CAMALÚ

In 2014, the Lord laid the town and surrounding community of Camalu heavy on our hearts. For many years, Daniel, one of our founders, had been taking groups of teens to Camalu on mission trips. It became apparent that the people of Camalu were in desperate need of a children's center and, more importantly, the love of Jesus.

Camalu is located three hours south of La Mision and four hours south of the US border. Camalu is a large farming community, with 80% of its population being migrant workers from southern Mexico who have come to work in the fields and packing houses. People are working 12 hours a day for the equivalent of $12. All of the produce grown in Baja California is imported to the US. It is hard, strenuous labor to put food on America’s tables. The Mexican people, who work the long hours and suffer the most, get the secondhand and discarded food that is left over.

 

 

"WE HAVE BEEN CALLED TO PREVENT ABANDONMENT AND TRAUMA LIKE THIS FROM TAKING PLACE IN THEIR CHILDHOOD BY HELPING THEIR FAMILES STAY TOGETHER."

The children of these incredibly hard workers are the primary victims of these circumstances. Their parents are gone all day, so they are left alone to care for themselves, vulnerable to many dangers. Childcare programs in Mexico are almost non-existent, leaving children to roam the streets.

Older siblings are often forced to stay at home, forfeiting their education, to take care of their siblings while their parents leave to work in the fields. Hunger and lack of childcare are the biggest complaints we hear among the mothers we work with.

As you can imagine, in these difficult circumstances, situations of abuse are very common. All of the children in our care have stories of trauma in their past, including sexual, emotional, mental, and abandonment traumas.
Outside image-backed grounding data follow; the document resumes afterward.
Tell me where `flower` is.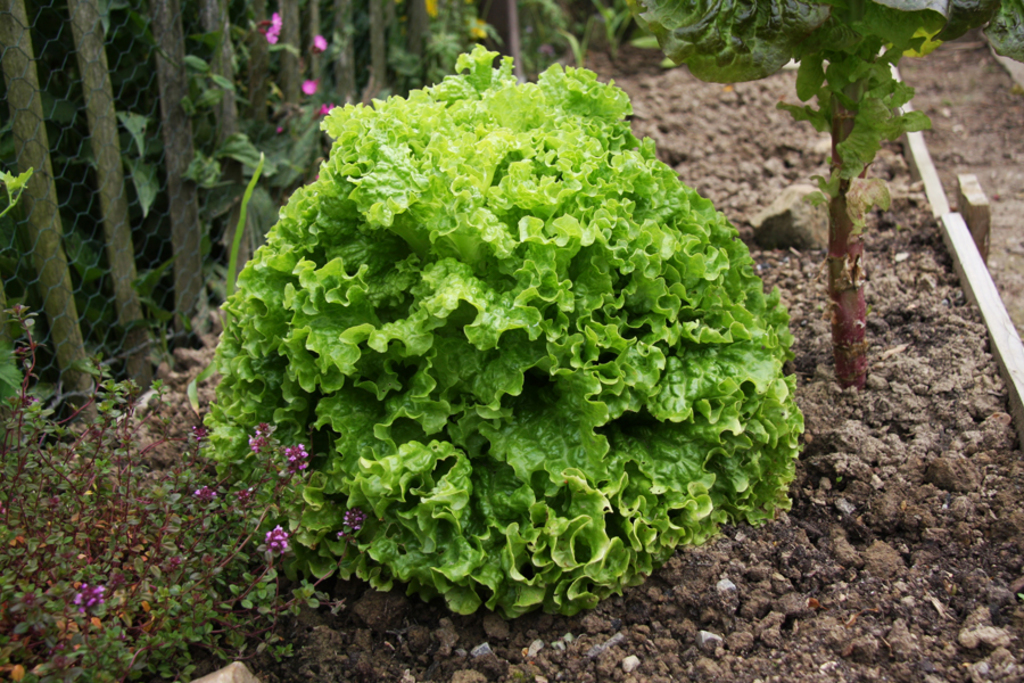
`flower` is at 316:101:333:116.
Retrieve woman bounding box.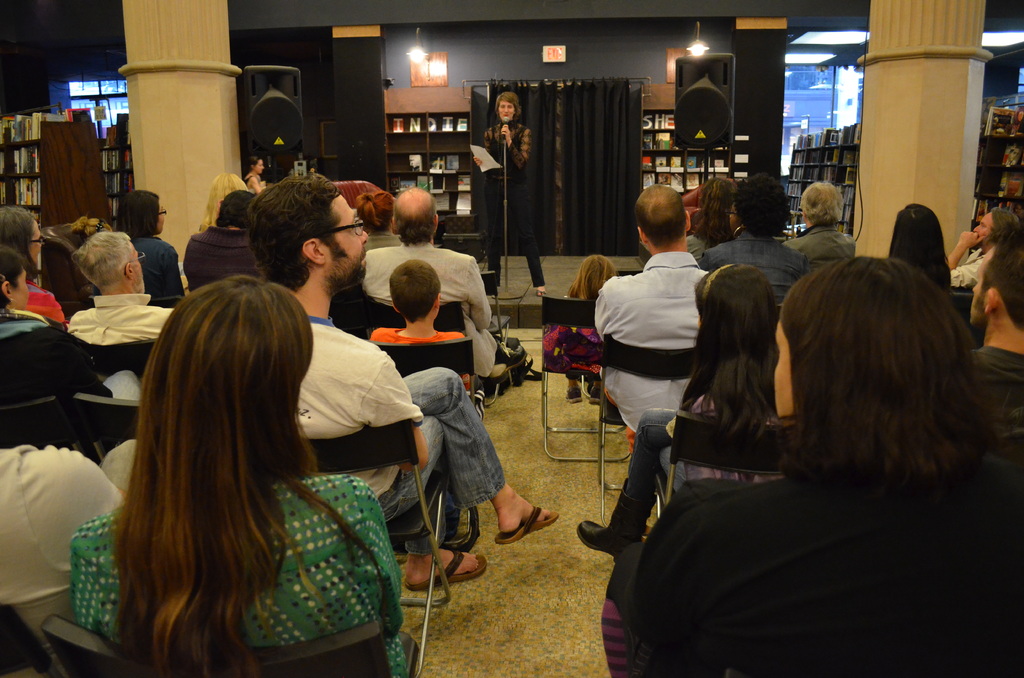
Bounding box: 245,154,264,193.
This is not how things should be. Something has to be done!

We have been called to prevent childhood abandonment and trauma by helping keep families together. We empower parents and ensure that they never have a reason to relinquish their children to an orphanage or subject them to the horrors of being left alone to wander the streets. God has ordained the family, and we are called to keep them together.